The principles, rules, and authorities to which reference has now been made have forced my mind to the conclusion that the plaintiff is-entitled to no relief at the hands of the courts of the United States in this case because he was guilty of the moral turpitude of making- and performing his part, of his contract with Boatright to defraud the-miners by a fixed foot race, and because he was guilty by his betting-of violating a general law of public policy, and this contract and act constitute an inseparable part of his cause of action, because it was. in the performance of them that he lost his money.

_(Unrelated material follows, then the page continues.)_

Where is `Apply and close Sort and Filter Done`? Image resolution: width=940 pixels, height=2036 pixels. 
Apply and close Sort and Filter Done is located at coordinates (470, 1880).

*349There is another reason why the judgment below should be reversed. This is not an action for money had and received. The defendants have none o£ the money or property of the plaintiff. It is an action for damages for wrongful acts of the defendants. The only acts they performed in this case which could in any way have caused the plaintiff to lose his money were the statement of the cashier that Boatright was all right and the cashing of the drafts of the plaintiff upon his local bank. The plaintiff can recover nothing for the statement concerning Boatright, because he knew when it was made that it was false and that Boatright was a faithless rascal. He had made a contract with him to share the profits of the swindle he liad agreed to perpetrate. He was not injured by that statement. The defendants violated no duty they owed to the plaintiff by cashing his drafts drawn upon his letter of credit from his local bank. The plaintiff had a right to draw his money from his local bank. If he had brought an action against that bank to recover the $5,000 which he had on deposit there, it would have been no defense to that action that he intended to bet his money on a fixed foot race, that he was sure to lose it, and that the bank knew it. No court would listen to such a defense. The defendants cannot be lawfully cast in damages for assisting the plaintiff to draw his money from the bank when they did nothing which a court would not have done in the face of a defense that the bank knew that he was about to lose the money on a fraudulent game. A plaintiff may recover the purchase price of goods which he sells and delivers to a defendant when he knows that the latter is to use them for an unlawful purpose. Holman v. Johnson, 1 Cowp. 341; Tracy v. Talmage, 14 N. Y. 162, 170, 67 Am. Dec. 132; Graves v. Johnson, 179 Mass. 53, 58; 60 N. E. 383, 88 Am. St. Rep. 55; Anheuser-Busch Brewing Ass’n v. Mason, 44 Minn. 318, 321, 46 N. W. 558, 9 L. R. A. 506, 20 Am. St. Rep. 580. And the bank cannot be legally liable for damages which result to a customer from his own folly in violating the moral and the civil law because it assists him by a lawful act to procure money which he is lawfully entitled to obtain, although it divines or knows that he is about to lose it in a transaction in which it takes no part and from which it receives no benefit.
In my opinion, the judgment against the bank and its officers is wrong, and it should be reversed.